Re: How necessary is SSH_AUTH_SOCK?
- From: "Roland Turner (Security Focus)" <raz.frphevglsbphf.pbz@xxxxxx>
- Date: Tue, 03 Oct 2006 08:08:45 +0100
On Mon, 2006-10-02 at 13:03 -0400, Derek Martin wrote:
On Sun, Oct 01, 2006 at 09:38:56AM -0500, Steven Elliott wrote:...
How is having the socket file on an NFS server a problem? I know that
other applications do it, such as evolution / spamd:
/home/sle/.evolution/cache/tmp/spamd-socket-path-bz4CuE
On most platforms, this is a gigantic mistake, particularly if the
data is or could be sensitive (as is the case with authentication
credentials provided by ssh-agent). There are at least two problems
that I can think of off the top of my head:
1. In general, NFS does not encrypt the data that goes over the wire.

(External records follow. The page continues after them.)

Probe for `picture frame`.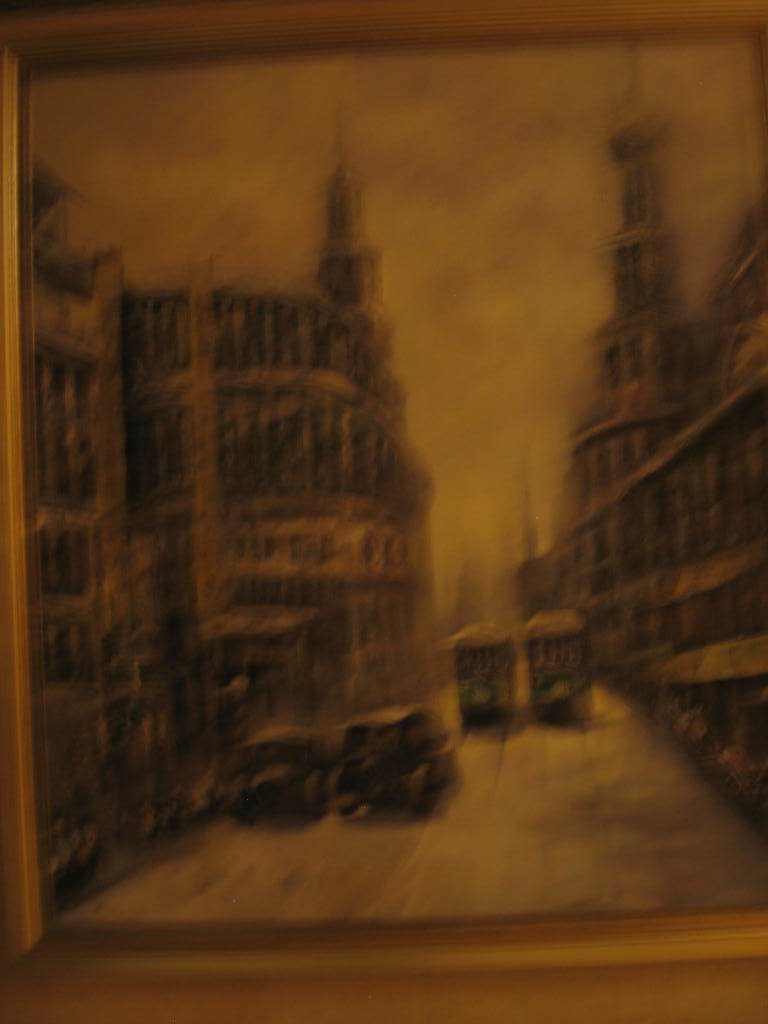
Probe result: {"x1": 0, "y1": 1, "x2": 767, "y2": 976}.
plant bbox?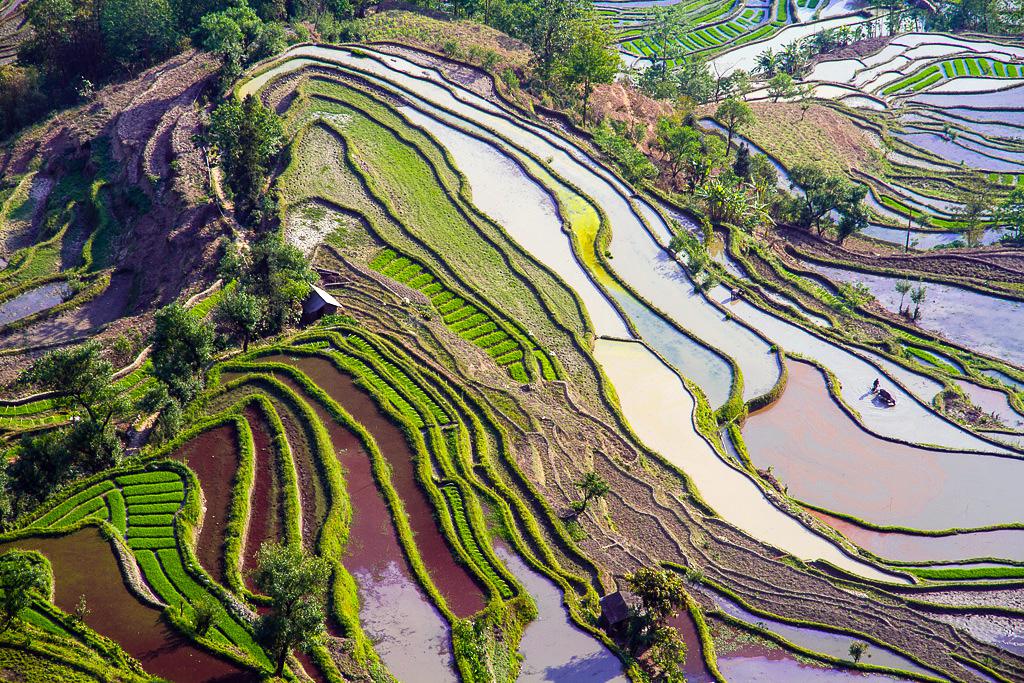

You are making the mistaken assumption that a UNIX-domain socket can
magically, simply by virtue of the i-node that describes it being stored
on an NFS (or other) server, become a network socket. This is not
correct.
Even if the i-node that describes the socket is resident on a remote
file server rather than on a host's local disk, the socket itself
remains intra-host; only pairs of processes running on the same host can
communicate with each other. Naturally, in the
~/.ssh/agent-where-~-is-mounted-by-many-hosts case, you can have as many
agents running as you like (not that this is good practice), but in each
case, only clients running on the same host as the agent (or clients
talking to an sshd running on the same host as the agent) will be able
to talk to each agent.
- Raz
- References:
- Re: How necessary is SSH_AUTH_SOCK?
- From: Steven Elliott
- Re: How necessary is SSH_AUTH_SOCK?
- From: Derek Martin
- Re: How necessary is SSH_AUTH_SOCK?